As I sit on the terrace listening to frog song, a glass of wine within reach, gazing through rustling palm fronds to a naked flagpole barely discernible above Fort Christiansvaern, and beyond to the expanse of darkness where the horizon is indefinable from the night sky, I think about loneliness. And all its permutations.
I am alone here but not lonely, and I wonder why. Is it because the flickering buoys delineating the narrow channel through the reef into harbour offer a sense of safety, of coming home, and all that entails?
There are so many variations on ‘alone’ and I wonder sometimes if we muddle ‘solitude’ and ‘lonely’. I was alone ten days ago when my daughter married in a civil service in London. For various reasons I could not share her day, one which will be repeated in full pomp and ceremony next year on the other side of the world, and when we will be together as a family. But my husband and son were with her, and I revelled in sharing a few moments on the phone as she was taxied to the registry office. Relaxed but excited she was also cognisant of her mother’s wobbly voice across the Atlantic, and assured me I would be missed. Strangely, after our chat, I did not feel lonely but just delighted by her happiness. Text messages and photos skimmed across the ocean and the next day we dissected the event over the ether.
There are so many ways of being lonely. Divorce and death make us lonely, longing for the companionship that once was shared. But the reality is marriage can also be lonely. Sitting across a shared space with little to fill the space. I believe I would rather be alone, and possibly lonely, than sharing space with someone and feeling lonely.
Then I wonder, as I watch the shimmering ripples coming from mast lights dancing across the harbour, does being alone sometimes, whether enforced or chosen, really contribute to a greater appreciation of those we love? The axiom ‘distance makes the heart grow fonder’ must have come from somewhere. In a long marriage I have spent many days and weeks alone and yet have rarely felt lonely. I had children to divert me but that can be a lonely time; when the responsibility for their wellbeing and the consistency required for effective parenting weighs heavy at the end of each day. One of the reasons I have such admiration for those bringing up children, truly alone. I at least knew my husband would return from wherever he was in the world to wherever we were currently living, and that he always supported me.
I wonder is it because I was brought up an only child that I can enjoy solitude? Has that contributed to my ability to float between tribes, never truly belonging to any, and yet happy to merge with many? My friendships have never been defined by any one group of people but rather by a melange of characters dipping in and out of my life.
And yet, just sometimes, I wonder what it would be like to truly belong, to live in one spot for a lifetime. To know, and be known by, the butcher, the baker and the candlestick maker; to be able to walk down the street and know each passer by rather than knowing the people who sell their wares to you will only be familiar for short periods of time; rather than being the new woman on the block every few years.
But that, being known by all and sundry, I think could also be lonely. How many of those people I wonder really know you now, are not just basing their knowledge on routines and assumptions formed from childhood. Could that familiarity, over the years, become confining and no longer comforting.
Is that I wonder why the divorce rate for women over fifty is the highest it has ever been. Women wanting to break free from a mould, maybe set over the years with their tacit agreement but who, as children leave home, look across the coffee table to a partner and feel both alone and lonely.
The bats are swooping, kamikaze-style, through the palm trees and occasionally one flits across the terrace, cutting off the corner of his flight. Laughter is rippling over the bay and as I sip my wine I think of my daughter, now married. I realise my greatest wish is for her to be with her husband and never be lonely.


▶ Requirement
From top to bottom, write out the listing exactly.

· · · ·

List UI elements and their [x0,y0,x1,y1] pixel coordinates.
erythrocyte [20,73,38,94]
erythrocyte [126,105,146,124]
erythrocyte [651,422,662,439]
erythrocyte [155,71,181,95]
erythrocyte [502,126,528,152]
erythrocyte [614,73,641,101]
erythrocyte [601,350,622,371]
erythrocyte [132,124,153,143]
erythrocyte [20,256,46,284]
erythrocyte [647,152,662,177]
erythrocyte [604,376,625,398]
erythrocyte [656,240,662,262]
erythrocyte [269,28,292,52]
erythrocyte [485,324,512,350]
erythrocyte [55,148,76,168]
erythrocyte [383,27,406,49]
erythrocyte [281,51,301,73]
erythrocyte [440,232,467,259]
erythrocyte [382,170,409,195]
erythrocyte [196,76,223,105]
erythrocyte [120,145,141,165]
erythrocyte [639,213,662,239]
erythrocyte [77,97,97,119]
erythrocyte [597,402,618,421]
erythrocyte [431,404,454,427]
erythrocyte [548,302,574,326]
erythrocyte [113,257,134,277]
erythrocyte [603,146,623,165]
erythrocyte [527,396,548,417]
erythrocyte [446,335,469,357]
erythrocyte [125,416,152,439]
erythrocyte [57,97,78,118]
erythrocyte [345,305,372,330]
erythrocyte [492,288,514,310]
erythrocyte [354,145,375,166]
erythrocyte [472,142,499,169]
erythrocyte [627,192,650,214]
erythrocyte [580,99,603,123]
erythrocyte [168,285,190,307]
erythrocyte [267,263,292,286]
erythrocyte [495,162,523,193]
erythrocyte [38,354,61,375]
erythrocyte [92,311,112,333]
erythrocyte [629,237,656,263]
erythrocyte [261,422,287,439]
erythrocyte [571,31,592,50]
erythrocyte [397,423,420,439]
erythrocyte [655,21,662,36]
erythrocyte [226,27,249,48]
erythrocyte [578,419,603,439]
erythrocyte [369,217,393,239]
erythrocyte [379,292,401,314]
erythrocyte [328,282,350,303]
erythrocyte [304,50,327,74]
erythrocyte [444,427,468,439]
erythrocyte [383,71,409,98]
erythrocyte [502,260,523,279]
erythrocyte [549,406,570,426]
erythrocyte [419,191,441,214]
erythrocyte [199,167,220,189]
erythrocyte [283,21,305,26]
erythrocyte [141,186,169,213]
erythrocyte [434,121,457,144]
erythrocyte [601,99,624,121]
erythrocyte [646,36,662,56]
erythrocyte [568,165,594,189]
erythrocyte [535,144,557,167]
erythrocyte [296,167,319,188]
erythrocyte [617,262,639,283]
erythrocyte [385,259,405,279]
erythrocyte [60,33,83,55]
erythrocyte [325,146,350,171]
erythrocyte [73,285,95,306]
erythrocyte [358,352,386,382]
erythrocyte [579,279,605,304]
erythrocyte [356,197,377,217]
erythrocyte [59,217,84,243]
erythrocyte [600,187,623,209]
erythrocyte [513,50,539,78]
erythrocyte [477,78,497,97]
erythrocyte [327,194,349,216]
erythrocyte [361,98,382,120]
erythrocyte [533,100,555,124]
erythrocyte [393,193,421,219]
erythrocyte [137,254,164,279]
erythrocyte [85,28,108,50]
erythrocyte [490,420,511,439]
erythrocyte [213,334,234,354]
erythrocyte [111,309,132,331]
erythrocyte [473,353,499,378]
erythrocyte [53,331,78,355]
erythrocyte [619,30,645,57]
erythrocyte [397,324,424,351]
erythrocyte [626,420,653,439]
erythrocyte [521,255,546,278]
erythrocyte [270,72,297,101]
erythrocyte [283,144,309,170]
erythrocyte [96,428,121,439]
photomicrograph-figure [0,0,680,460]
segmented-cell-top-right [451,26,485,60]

· · · ·

▶ Expected answer
List UI elements and their [x0,y0,x1,y1] pixel coordinates.
erythrocyte [20,73,38,94]
erythrocyte [126,105,146,124]
erythrocyte [651,422,662,439]
erythrocyte [155,71,181,95]
erythrocyte [502,126,528,152]
erythrocyte [614,73,641,101]
erythrocyte [601,350,622,371]
erythrocyte [132,124,153,143]
erythrocyte [20,256,46,284]
erythrocyte [647,152,662,177]
erythrocyte [604,376,625,398]
erythrocyte [656,240,662,262]
erythrocyte [269,28,292,52]
erythrocyte [485,324,512,350]
erythrocyte [55,148,76,168]
erythrocyte [383,27,406,49]
erythrocyte [281,51,301,73]
erythrocyte [440,232,467,259]
erythrocyte [382,170,409,195]
erythrocyte [196,76,223,105]
erythrocyte [120,145,141,165]
erythrocyte [639,213,662,239]
erythrocyte [77,97,97,119]
erythrocyte [597,402,618,421]
erythrocyte [431,404,454,427]
erythrocyte [548,302,574,326]
erythrocyte [113,257,134,277]
erythrocyte [603,146,623,165]
erythrocyte [527,396,548,417]
erythrocyte [446,335,469,357]
erythrocyte [125,416,152,439]
erythrocyte [57,97,78,118]
erythrocyte [345,305,372,330]
erythrocyte [492,288,514,310]
erythrocyte [354,145,375,166]
erythrocyte [472,142,499,169]
erythrocyte [627,192,650,214]
erythrocyte [580,99,603,123]
erythrocyte [168,285,190,307]
erythrocyte [267,263,292,286]
erythrocyte [495,162,523,193]
erythrocyte [38,354,61,375]
erythrocyte [92,311,112,333]
erythrocyte [629,237,656,263]
erythrocyte [261,422,287,439]
erythrocyte [571,31,592,50]
erythrocyte [397,423,420,439]
erythrocyte [655,21,662,36]
erythrocyte [226,27,249,48]
erythrocyte [578,419,603,439]
erythrocyte [369,217,393,239]
erythrocyte [379,292,401,314]
erythrocyte [328,282,350,303]
erythrocyte [304,50,327,74]
erythrocyte [444,427,468,439]
erythrocyte [383,71,409,98]
erythrocyte [502,260,523,279]
erythrocyte [549,406,570,426]
erythrocyte [419,191,441,214]
erythrocyte [199,167,220,189]
erythrocyte [283,21,305,26]
erythrocyte [141,186,169,213]
erythrocyte [434,121,457,144]
erythrocyte [601,99,624,121]
erythrocyte [646,36,662,56]
erythrocyte [568,165,594,189]
erythrocyte [535,144,557,167]
erythrocyte [296,167,319,188]
erythrocyte [617,262,639,283]
erythrocyte [385,259,405,279]
erythrocyte [60,33,83,55]
erythrocyte [325,146,350,171]
erythrocyte [73,285,95,306]
erythrocyte [358,352,386,382]
erythrocyte [579,279,605,304]
erythrocyte [356,197,377,217]
erythrocyte [59,217,84,243]
erythrocyte [600,187,623,209]
erythrocyte [513,50,539,78]
erythrocyte [477,78,497,97]
erythrocyte [327,194,349,216]
erythrocyte [361,98,382,120]
erythrocyte [533,100,555,124]
erythrocyte [393,193,421,219]
erythrocyte [137,254,164,279]
erythrocyte [85,28,108,50]
erythrocyte [490,420,511,439]
erythrocyte [213,334,234,354]
erythrocyte [111,309,132,331]
erythrocyte [473,353,499,378]
erythrocyte [53,331,78,355]
erythrocyte [619,30,645,57]
erythrocyte [397,324,424,351]
erythrocyte [626,420,653,439]
erythrocyte [521,255,546,278]
erythrocyte [270,72,297,101]
erythrocyte [283,144,309,170]
erythrocyte [96,428,121,439]
photomicrograph-figure [0,0,680,460]
segmented-cell-top-right [451,26,485,60]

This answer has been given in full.